The ecotherapy class also takes a field trip each year to engage in and design nature-based experiences and activities. Last year, students were challenged to build structures to survive in the woods. “Then we talked about how empowering that was,” Atkins says, “and discussed the symbolic applications to other areas of our lives.”

Speaking metaphorically

Many counselors, including those who rarely step foot outside the office, testify to the effectiveness of using symbol and metaphor to speak to clients on a deeper level. But perhaps nowhere is metaphor more powerfully presented than on nature’s stage, from the changing of the seasons to the caterpillar’s metamorphosis into a butterfly.

“The big lesson of nature is that everything is cyclical. That can be both comforting and scary,” says Atkins. “Regardless, nature has this way of putting our little individual, ego-centered stories into the bigger picture.” One of Davis’ favorite counseling techniques is to take groups to a stream or river, where he asks each individual to find a rock or stone proportionate in size to the challenge he or she is facing in life. Afterward, he asks group members to carry their rocks with them as he leads them on a hike. “It’s a metaphor to show them how their life challenges, the problems they hold on to, are weighing them down. It gets them thinking about ‘What choices do I want to make?’ If they come back with a pebble, I have them put it in their shoe,” Davis says, “because even the smallest little thing can be nagging at you and affecting every other area of your life. When they finally say, ‘I can’t go on any longer,’ I say, ‘OK, are you ready to let that rock go?’ or even ‘Can I carry that rock for you for a while?’ For some people, the lesson is that they need to be willing to let others help them with their burden.”

The exercise holds a different lesson for other individuals. On multiple occasions when leading families through this activity, Davis says, a mother or a father has volunteered to carry all the rocks as their family members get tired. “The question then becomes what’s the price you’re paying for carrying everyone else’s problems?” Davis says. “It provides them with a lesson about how that action affects their overall wellness.”

In his experience as a counselor and counselor educator, Davis says, both clients and graduate students have professed a fear of nature. “But I think a lot of getting people out into nature is helping them to get over their fears, expand their comforts zones and tap into some resiliency and strength they didn’t necessarily know they had. It’s exploring what their fear is really about. In many cases, their fear of some element of nature is very symbolic of fears and doubts that are paralyzing them in other aspects of their lives. It’s simply a window into something bigger.”

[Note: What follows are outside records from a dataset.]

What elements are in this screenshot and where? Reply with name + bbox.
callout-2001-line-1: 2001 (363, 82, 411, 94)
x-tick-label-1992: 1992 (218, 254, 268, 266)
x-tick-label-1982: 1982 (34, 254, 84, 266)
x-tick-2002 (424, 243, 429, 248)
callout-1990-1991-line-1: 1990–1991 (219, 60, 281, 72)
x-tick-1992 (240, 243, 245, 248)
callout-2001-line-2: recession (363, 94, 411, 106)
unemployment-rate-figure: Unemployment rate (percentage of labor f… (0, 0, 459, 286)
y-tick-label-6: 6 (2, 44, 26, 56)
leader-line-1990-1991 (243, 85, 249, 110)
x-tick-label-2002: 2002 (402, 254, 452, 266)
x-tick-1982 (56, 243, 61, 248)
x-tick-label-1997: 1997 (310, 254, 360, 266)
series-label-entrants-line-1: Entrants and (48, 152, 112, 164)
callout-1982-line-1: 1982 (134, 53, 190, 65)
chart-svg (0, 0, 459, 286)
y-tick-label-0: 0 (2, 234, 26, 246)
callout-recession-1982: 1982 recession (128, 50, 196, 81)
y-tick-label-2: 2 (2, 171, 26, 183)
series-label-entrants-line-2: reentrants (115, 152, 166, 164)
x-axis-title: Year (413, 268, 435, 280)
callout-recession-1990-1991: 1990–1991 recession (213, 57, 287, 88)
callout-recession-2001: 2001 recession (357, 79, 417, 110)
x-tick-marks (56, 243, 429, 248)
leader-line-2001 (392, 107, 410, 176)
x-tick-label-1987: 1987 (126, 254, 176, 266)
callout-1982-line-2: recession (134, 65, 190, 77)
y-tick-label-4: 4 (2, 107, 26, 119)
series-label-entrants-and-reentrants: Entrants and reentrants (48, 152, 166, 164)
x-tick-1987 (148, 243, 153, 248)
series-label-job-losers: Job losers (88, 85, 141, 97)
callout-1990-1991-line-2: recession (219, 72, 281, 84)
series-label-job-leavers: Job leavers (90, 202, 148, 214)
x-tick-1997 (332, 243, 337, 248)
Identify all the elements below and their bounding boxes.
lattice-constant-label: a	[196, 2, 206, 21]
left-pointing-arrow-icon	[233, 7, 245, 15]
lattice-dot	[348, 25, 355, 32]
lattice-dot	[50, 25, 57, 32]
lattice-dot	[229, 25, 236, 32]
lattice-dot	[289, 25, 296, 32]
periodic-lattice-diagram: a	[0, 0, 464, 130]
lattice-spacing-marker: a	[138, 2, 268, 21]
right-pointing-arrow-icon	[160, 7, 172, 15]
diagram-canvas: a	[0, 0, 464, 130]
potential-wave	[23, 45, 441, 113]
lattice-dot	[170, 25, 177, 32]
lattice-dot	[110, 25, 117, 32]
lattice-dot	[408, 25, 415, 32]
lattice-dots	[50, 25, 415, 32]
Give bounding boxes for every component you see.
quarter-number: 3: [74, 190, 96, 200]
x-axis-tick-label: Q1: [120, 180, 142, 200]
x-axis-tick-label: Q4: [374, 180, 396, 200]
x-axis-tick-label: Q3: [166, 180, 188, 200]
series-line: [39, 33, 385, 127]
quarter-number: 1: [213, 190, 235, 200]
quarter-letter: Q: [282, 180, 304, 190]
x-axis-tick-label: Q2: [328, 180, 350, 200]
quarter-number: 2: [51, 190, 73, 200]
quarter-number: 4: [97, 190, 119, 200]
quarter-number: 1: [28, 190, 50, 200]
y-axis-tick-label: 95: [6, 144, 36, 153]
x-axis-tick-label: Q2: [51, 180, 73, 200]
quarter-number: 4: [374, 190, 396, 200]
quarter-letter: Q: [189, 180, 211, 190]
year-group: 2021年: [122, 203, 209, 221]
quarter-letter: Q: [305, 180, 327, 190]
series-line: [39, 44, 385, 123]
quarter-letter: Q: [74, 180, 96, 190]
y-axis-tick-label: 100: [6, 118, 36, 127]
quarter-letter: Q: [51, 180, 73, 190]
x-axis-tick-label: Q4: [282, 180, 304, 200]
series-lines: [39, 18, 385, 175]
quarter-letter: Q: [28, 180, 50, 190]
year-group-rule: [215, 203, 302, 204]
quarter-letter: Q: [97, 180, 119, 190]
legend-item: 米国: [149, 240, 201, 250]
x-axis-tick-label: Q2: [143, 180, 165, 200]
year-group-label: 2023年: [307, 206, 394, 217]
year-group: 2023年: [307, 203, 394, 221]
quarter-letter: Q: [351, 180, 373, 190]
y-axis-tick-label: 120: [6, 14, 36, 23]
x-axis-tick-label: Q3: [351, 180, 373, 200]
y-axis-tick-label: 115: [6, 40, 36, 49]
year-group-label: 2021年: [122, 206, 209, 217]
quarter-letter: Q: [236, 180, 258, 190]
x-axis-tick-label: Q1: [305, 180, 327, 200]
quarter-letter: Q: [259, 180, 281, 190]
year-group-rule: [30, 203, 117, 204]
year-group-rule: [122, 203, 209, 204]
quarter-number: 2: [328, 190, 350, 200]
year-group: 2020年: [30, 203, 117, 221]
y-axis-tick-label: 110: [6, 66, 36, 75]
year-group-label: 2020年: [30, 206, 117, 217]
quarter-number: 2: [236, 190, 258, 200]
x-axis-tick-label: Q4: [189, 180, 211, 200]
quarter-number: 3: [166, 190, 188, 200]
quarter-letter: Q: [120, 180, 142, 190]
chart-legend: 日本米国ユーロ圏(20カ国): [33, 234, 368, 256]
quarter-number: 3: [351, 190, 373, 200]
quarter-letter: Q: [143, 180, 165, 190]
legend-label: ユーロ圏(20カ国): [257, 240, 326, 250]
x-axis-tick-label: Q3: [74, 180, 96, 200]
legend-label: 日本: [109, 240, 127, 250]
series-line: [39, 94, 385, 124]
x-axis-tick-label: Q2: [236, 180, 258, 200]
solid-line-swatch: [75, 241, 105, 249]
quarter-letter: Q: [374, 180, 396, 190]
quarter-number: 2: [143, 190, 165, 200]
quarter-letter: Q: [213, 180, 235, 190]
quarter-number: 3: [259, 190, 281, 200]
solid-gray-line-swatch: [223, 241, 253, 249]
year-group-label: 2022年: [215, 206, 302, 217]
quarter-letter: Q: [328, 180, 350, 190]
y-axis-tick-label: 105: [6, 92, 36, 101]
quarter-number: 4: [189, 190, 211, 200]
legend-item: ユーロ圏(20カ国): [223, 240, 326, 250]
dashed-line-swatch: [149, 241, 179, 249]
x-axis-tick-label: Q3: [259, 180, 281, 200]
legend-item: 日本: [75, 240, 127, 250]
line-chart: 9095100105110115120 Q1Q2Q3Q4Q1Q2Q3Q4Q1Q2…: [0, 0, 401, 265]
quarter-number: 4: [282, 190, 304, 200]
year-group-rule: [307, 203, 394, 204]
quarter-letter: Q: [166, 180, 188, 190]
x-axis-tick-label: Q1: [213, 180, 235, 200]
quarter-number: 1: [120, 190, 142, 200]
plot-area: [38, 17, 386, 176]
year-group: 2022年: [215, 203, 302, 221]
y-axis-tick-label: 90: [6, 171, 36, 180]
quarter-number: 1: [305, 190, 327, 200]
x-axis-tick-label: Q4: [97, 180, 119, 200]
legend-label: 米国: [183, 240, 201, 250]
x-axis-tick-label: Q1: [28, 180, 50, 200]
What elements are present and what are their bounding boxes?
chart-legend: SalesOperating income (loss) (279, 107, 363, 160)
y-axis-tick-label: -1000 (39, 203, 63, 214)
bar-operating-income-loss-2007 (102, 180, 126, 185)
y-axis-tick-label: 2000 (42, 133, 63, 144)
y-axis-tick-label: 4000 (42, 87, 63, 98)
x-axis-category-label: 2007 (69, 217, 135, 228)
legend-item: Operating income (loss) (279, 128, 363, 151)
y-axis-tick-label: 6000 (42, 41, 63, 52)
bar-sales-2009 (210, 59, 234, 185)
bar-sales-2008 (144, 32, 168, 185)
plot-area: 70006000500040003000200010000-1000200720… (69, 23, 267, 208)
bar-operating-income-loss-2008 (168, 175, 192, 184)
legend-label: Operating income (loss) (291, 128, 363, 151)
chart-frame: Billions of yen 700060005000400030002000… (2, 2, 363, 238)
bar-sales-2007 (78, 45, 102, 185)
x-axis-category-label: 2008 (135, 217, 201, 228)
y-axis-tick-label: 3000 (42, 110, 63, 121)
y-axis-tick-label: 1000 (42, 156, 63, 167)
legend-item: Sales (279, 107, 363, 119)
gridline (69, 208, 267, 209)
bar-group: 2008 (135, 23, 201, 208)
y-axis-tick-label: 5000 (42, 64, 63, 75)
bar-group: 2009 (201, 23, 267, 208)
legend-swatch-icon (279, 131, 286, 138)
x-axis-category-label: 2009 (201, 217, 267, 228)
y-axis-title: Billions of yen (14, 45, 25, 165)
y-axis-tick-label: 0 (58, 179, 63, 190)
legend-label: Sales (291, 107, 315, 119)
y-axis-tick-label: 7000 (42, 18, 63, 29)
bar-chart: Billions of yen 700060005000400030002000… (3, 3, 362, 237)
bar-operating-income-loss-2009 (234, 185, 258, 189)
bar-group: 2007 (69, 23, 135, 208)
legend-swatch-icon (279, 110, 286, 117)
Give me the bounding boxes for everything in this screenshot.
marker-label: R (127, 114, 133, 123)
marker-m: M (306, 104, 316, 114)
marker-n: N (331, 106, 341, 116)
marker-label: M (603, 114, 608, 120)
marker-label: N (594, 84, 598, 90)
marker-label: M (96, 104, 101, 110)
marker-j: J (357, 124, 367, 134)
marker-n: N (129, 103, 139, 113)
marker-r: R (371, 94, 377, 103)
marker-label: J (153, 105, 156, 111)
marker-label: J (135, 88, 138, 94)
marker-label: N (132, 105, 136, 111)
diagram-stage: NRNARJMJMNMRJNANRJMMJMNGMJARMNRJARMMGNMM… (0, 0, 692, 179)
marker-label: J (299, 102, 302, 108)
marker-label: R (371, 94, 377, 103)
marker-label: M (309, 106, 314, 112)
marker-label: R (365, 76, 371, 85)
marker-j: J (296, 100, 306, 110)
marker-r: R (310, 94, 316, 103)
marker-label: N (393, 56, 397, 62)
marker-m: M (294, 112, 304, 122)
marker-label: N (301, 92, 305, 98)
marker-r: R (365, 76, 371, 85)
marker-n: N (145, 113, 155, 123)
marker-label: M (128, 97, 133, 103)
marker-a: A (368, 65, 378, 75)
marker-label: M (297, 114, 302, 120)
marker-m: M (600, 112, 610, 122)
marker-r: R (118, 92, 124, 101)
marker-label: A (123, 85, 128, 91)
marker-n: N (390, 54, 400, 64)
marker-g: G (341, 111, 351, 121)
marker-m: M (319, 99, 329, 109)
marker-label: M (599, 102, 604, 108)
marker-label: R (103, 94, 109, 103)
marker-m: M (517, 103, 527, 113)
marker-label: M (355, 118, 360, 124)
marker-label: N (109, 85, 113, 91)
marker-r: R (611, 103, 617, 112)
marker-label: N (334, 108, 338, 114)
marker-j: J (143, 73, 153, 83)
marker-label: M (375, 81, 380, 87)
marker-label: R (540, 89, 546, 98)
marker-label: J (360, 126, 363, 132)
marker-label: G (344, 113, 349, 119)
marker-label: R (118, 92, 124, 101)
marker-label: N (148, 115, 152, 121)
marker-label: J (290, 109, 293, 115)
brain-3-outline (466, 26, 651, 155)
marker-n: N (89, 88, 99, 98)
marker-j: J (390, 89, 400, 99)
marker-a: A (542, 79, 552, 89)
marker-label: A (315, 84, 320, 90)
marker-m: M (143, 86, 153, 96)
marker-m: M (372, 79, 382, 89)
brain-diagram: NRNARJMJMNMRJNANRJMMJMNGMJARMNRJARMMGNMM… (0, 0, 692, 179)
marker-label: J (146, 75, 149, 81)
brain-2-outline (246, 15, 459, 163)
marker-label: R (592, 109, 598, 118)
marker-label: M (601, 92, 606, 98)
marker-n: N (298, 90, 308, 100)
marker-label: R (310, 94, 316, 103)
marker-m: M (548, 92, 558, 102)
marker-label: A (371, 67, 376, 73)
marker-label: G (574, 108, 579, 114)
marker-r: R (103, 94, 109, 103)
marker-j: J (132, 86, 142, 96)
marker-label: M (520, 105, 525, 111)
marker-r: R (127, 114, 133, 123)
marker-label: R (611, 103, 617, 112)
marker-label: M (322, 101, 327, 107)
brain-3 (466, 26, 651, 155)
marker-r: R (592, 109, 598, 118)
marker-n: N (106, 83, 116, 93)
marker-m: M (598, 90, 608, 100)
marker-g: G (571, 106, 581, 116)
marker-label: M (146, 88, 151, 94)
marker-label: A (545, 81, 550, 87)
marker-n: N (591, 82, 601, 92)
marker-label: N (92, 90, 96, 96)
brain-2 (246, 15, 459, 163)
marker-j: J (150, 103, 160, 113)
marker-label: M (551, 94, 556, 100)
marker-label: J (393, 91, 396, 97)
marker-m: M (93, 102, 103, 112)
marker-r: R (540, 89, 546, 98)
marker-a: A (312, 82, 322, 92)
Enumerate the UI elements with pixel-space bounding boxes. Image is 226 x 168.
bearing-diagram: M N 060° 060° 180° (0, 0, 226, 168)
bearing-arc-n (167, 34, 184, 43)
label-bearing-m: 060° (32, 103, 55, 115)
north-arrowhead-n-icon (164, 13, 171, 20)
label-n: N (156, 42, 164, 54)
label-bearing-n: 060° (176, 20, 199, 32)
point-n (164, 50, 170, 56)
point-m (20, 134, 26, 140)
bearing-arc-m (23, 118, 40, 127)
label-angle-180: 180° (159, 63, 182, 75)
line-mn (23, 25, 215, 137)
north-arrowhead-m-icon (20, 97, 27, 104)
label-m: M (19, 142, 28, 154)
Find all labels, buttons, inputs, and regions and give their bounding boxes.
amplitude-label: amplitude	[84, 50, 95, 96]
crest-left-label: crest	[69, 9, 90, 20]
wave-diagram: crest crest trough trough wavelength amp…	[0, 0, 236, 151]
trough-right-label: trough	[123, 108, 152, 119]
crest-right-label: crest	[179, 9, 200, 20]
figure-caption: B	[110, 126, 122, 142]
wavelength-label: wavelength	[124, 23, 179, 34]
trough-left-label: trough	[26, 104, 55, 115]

Atkins realizes that although many counselors may be interested in incorporating nature into therapy, they may also feel intimidated by the prospect of where or how to begin. “I don’t think you can take any client somewhere that you don’t go yourself, so I would first encourage counselors to get out there and experience the healing power of nature themselves,” she says. “I would also emphasize that the process of helping a person be more connected to nature can be really simple. It doesn’t have to involve a hike up a mountain. It can be simple and yet have layers of meaning. It can be symbolic and cleansing. There’s just no cookbook for this. Irving Yalom said to create a new therapy for every client, and nature offers us a world of opportunities to do just that.”